I built a crude prototype of the two resistor voltage divider circuit using 30 KOhm and 5 KOhm resistors. When fed via my LiFePO4 battery along with my boost converter ramping it up to 19.87V, the divider voltage (voltage between the resistors) to the blue wire (center "Smart" pin) read 2.85V. Very close to predicted...
The HP Probook440 G3's battery was at 78%, so I shut it down, plugged it into my battery circuit, and then turned the computer back on. It booted right up and went directly into battery charging mode. I watch it slowly charge the battery from 78% to 100%, and then the "battery is fully charged" message appeared. Just as if the computer was on the standard HP 120VAC to 19.5VDC (actually 19.87VDC) power adapter. When I disconnect the barrel jack a message now pops up and says "battery discharging from 100%", and when I plug it back in this message vanishes.
BTW, I'm running Linux Mint 21.3.
So far this project seems to be a whopping success!
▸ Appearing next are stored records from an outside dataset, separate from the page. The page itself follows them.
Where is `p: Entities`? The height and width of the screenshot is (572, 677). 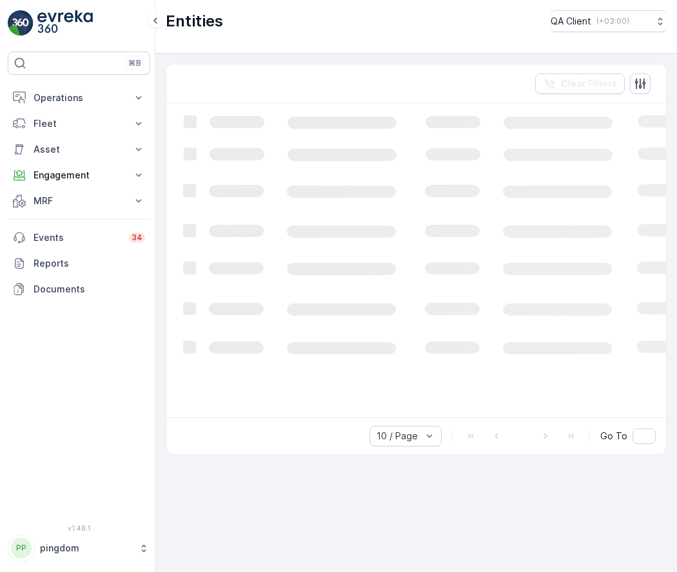 p: Entities is located at coordinates (194, 21).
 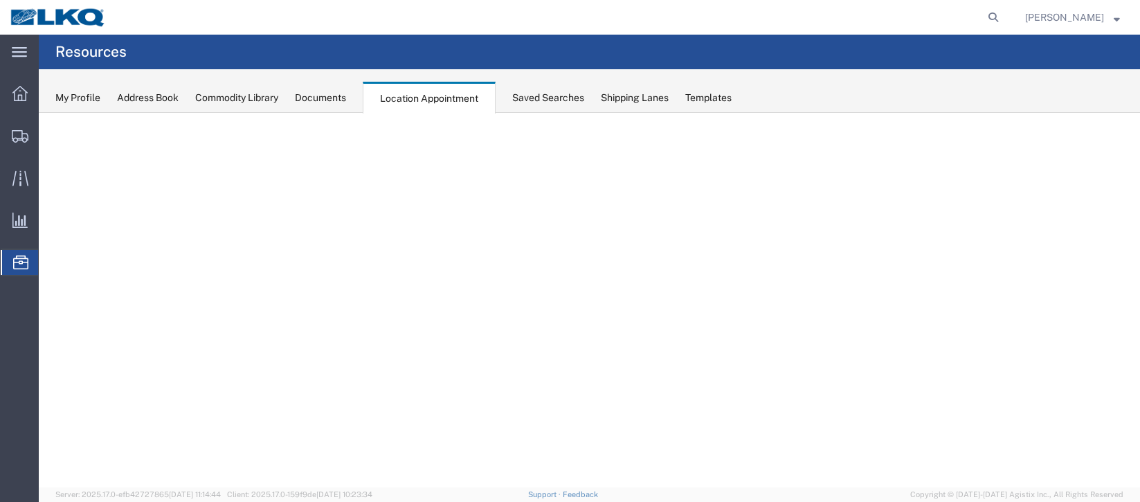 I want to click on div: Shipping Lanes, so click(x=635, y=98).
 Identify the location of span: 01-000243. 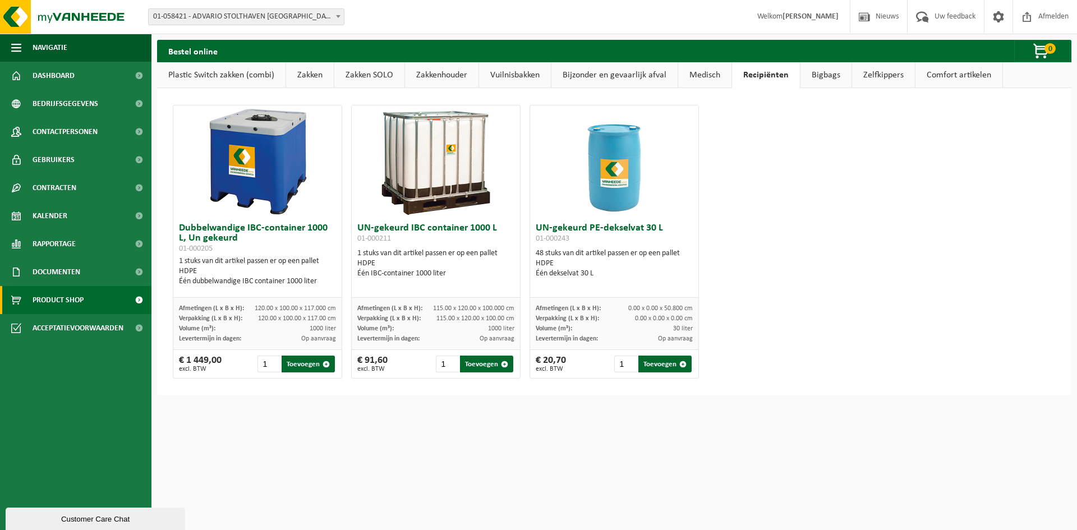
(552, 238).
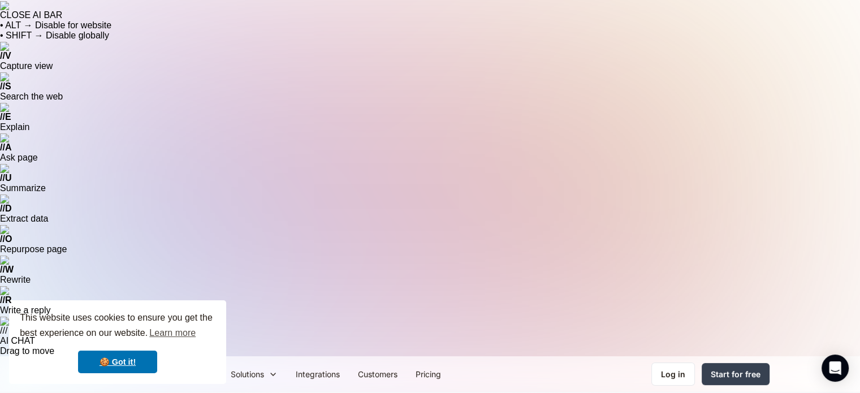 The height and width of the screenshot is (393, 860). Describe the element at coordinates (118, 362) in the screenshot. I see `a: dismiss cookie message` at that location.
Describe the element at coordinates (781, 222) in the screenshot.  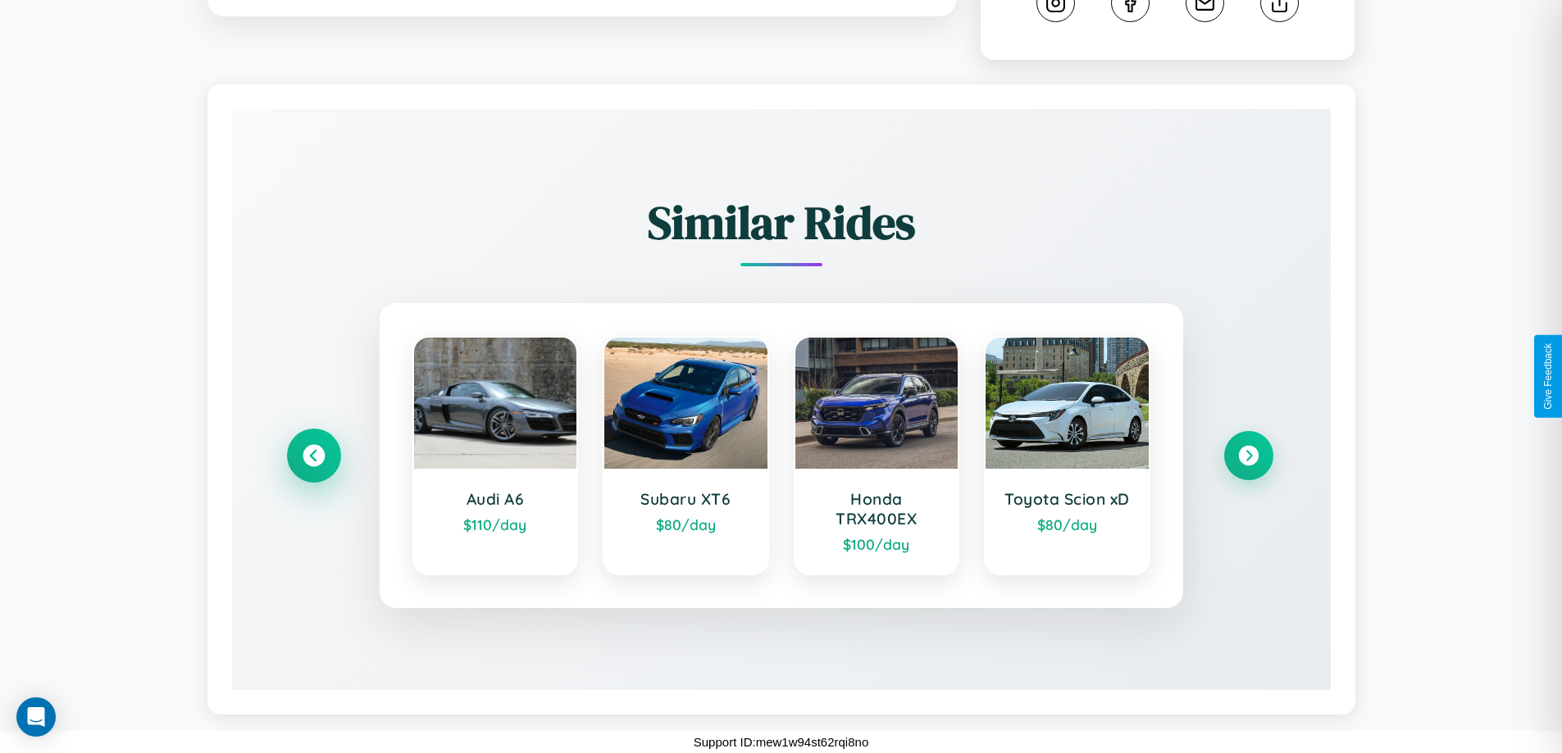
I see `h2: Similar Rides` at that location.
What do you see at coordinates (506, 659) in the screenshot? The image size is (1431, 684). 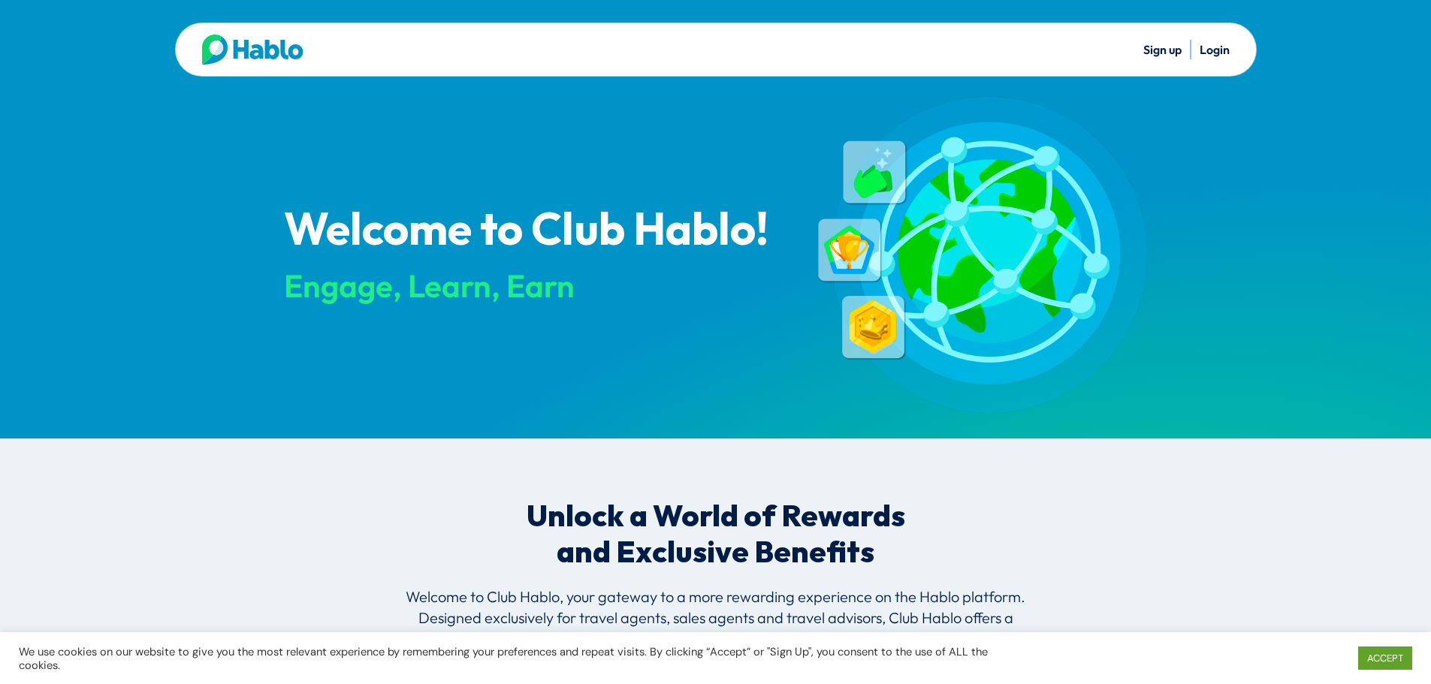 I see `div: We use cookies on our website to give you the most relevant experience by remembering your prefer...` at bounding box center [506, 659].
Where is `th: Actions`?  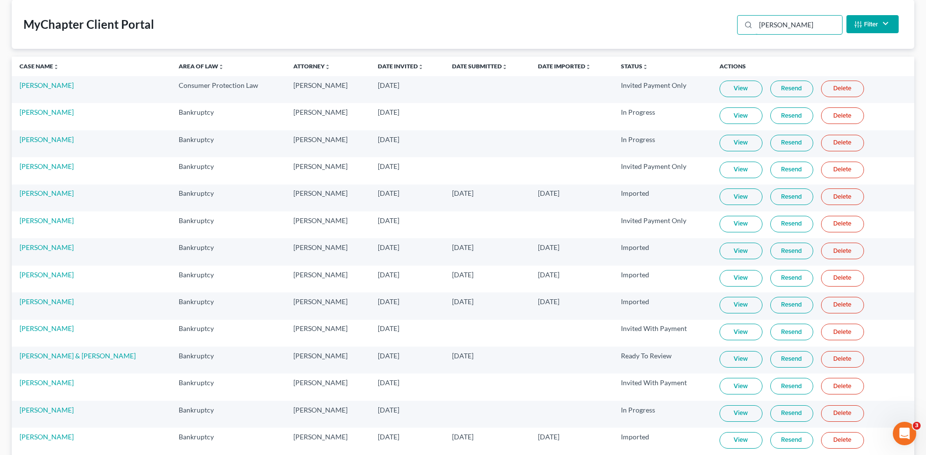 th: Actions is located at coordinates (813, 66).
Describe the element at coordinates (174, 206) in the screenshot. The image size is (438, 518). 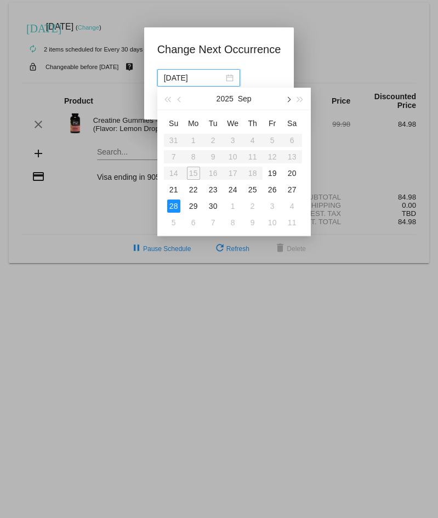
I see `td: 9/28/2025` at that location.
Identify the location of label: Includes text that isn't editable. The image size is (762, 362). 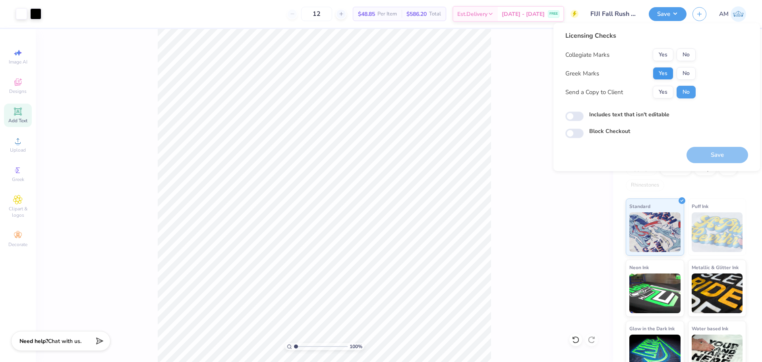
(629, 114).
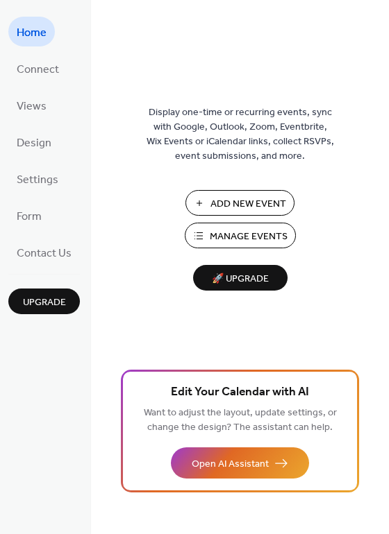  Describe the element at coordinates (31, 33) in the screenshot. I see `span: Home` at that location.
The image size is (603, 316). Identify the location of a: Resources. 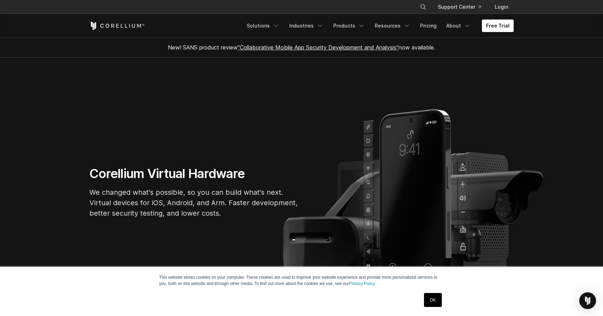
(392, 26).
Edit: Adding that the tiny LiFePO4 battery (nominally 8Ah, and weighing only 1 Kg.) went from 13.5V (~95% full) to 13.3V (~80% full) during my test run today. This LiFePO4 battery is at 80% discharged when it hits 12.8V. 70% discharged at 12.9V, and 60% discharged at 13.0V. I'm going to add an under-voltage protection (battery cut-off) circuit set to 12.9V.